2001 : WHAT QUESTIONS HAVE DISAPPEARED?

sherry_turkle's picture
Abby Rockefeller Mauzé Professor of the Social Studies of Science and Technology, MIT; Internet Culture Researcher; Author, The Empathy Diaries
Can you have an artificial intelligence?

Progress in the domain that Marvin Minsky once characterized as "making machines do things that would be considered intelligent if done by people" has not been as dramatic as its founders might once have hoped, but the penetration of machine cognition into everyday life (from the computer that plays chess to the computer that determines if your toast is done) has been broad and deep. We now the term "intelligent" to refer to the kind of helpful smartness embedded in such objects. So the language has shifted and the question has disappeared. But until recently, there was a tendency to limit appreciation of machine mental prowess to the realm of the cognitive. In other words, acceptance of artificial intelligence came with a certain "romantic reaction." People were willing to accept that simulated thinking might well be deemed thinking, but simulated feeling was not feeling. Simulated love could never be love.

These days, however, the realm of machine emotion has become a contested terrain. There is research in "affective computing" and in robotics which produces virtual pets and digital dolls — objects that present themselves as experiencing subjects. In artificial intelligence's "essentialist" past, researchers tried to argue that the machines they had built were "really" intelligent. In the current business of building machines that self-present as "creatures," the work of inferring emotion is left in large part to the user. The new artificial creatures are designed to push our evolutionary buttons to respond to their speech, their gestures, and their demands for nurturance by experiencing them as sentient, even emotional. And people are indeed inclined to respond to creatures they teach and nurture by caring about them, often in spite of themselves. People tell themselves that the robot dog is a program embodied in plastic, but they become fond of it all the same. They want to care for it and they want it to care for them.

In cultural terms, old questions about machine intelligence has given way to a question not about the machines but about us: What kind of relationships is it appropriate to have with a machine? It is significant that this question has become relevant in a day-to-day sense during a period of unprecedented human redefinition through genomics and psychopharmacology, fields that along with robotics, encourage us to ask not only whether machines will be able to think like people, but whether people have always thought like machines

SHERRY TURKLE is a professor of the sociology of science at MIT. She is the author of Life on the Screen: Identity in the Age of the Internet; The Second Self: Computers and the Human Spirit; and Psychoanalytic Politics: Jacques Lacan and Freud's French Revolution.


**TASK DIRECTIONS:**
Return an exact copy of the entries, skipping any picture you find.

[Figure dataset records]
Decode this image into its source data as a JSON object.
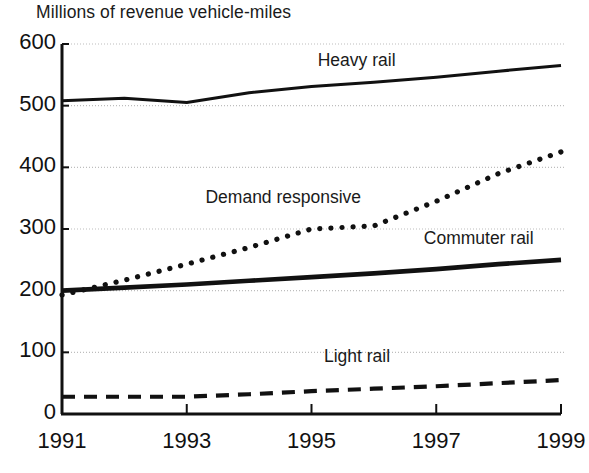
{
  "chart_data": {
    "type": "line",
    "title": "Millions of revenue vehicle-miles",
    "xlabel": "",
    "ylabel": "",
    "x": [
      1991,
      1992,
      1993,
      1994,
      1995,
      1996,
      1997,
      1998,
      1999
    ],
    "xlim": [
      1991,
      1999
    ],
    "ylim": [
      0,
      600
    ],
    "xticks": [
      1991,
      1993,
      1995,
      1997,
      1999
    ],
    "xtick_labels": [
      "1991",
      "1993",
      "1995",
      "1997",
      "1999"
    ],
    "yticks": [
      0,
      100,
      200,
      300,
      400,
      500,
      600
    ],
    "ytick_labels": [
      "0",
      "100",
      "200",
      "300",
      "400",
      "500",
      "600"
    ],
    "grid": true,
    "grid_style": "dotted-horizontal",
    "legend": "inline-annotations",
    "series": [
      {
        "name": "Heavy rail",
        "style": "solid",
        "values": [
          508,
          512,
          505,
          521,
          531,
          538,
          546,
          556,
          565
        ],
        "label_x": 1995.1,
        "label_y": 572
      },
      {
        "name": "Demand responsive",
        "style": "dotted",
        "values": [
          193,
          217,
          243,
          270,
          300,
          305,
          345,
          390,
          425
        ],
        "label_x": 1993.3,
        "label_y": 350
      },
      {
        "name": "Commuter rail",
        "style": "solid-thick",
        "values": [
          200,
          205,
          210,
          216,
          222,
          228,
          235,
          243,
          250
        ],
        "label_x": 1996.8,
        "label_y": 283
      },
      {
        "name": "Light rail",
        "style": "dashed",
        "values": [
          28,
          28,
          28,
          32,
          37,
          41,
          45,
          50,
          55
        ],
        "label_x": 1995.2,
        "label_y": 92
      }
    ]
  },
  "colors": {
    "ink": "#111111",
    "grid": "#bdbdbd",
    "background": "#ffffff"
  }
}
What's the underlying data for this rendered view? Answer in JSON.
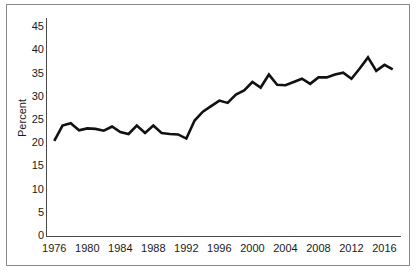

**EXERCISE OUTPUT:**
Decode this image into its source data as a JSON object.
{
  "chart_data": {
    "type": "line",
    "title": "Millions of revenue vehicle-miles",
    "xlabel": "",
    "ylabel": "",
    "x": [
      1991,
      1992,
      1993,
      1994,
      1995,
      1996,
      1997,
      1998,
      1999
    ],
    "xlim": [
      1991,
      1999
    ],
    "ylim": [
      0,
      600
    ],
    "xticks": [
      1991,
      1993,
      1995,
      1997,
      1999
    ],
    "xtick_labels": [
      "1991",
      "1993",
      "1995",
      "1997",
      "1999"
    ],
    "yticks": [
      0,
      100,
      200,
      300,
      400,
      500,
      600
    ],
    "ytick_labels": [
      "0",
      "100",
      "200",
      "300",
      "400",
      "500",
      "600"
    ],
    "grid": true,
    "grid_style": "dotted-horizontal",
    "legend": "inline-annotations",
    "series": [
      {
        "name": "Heavy rail",
        "style": "solid",
        "values": [
          508,
          512,
          505,
          521,
          531,
          538,
          546,
          556,
          565
        ],
        "label_x": 1995.1,
        "label_y": 572
      },
      {
        "name": "Demand responsive",
        "style": "dotted",
        "values": [
          193,
          217,
          243,
          270,
          300,
          305,
          345,
          390,
          425
        ],
        "label_x": 1993.3,
        "label_y": 350
      },
      {
        "name": "Commuter rail",
        "style": "solid-thick",
        "values": [
          200,
          205,
          210,
          216,
          222,
          228,
          235,
          243,
          250
        ],
        "label_x": 1996.8,
        "label_y": 283
      },
      {
        "name": "Light rail",
        "style": "dashed",
        "values": [
          28,
          28,
          28,
          32,
          37,
          41,
          45,
          50,
          55
        ],
        "label_x": 1995.2,
        "label_y": 92
      }
    ]
  },
  "colors": {
    "ink": "#111111",
    "grid": "#bdbdbd",
    "background": "#ffffff"
  }
}
What's the underlying data for this rendered view? Answer in JSON.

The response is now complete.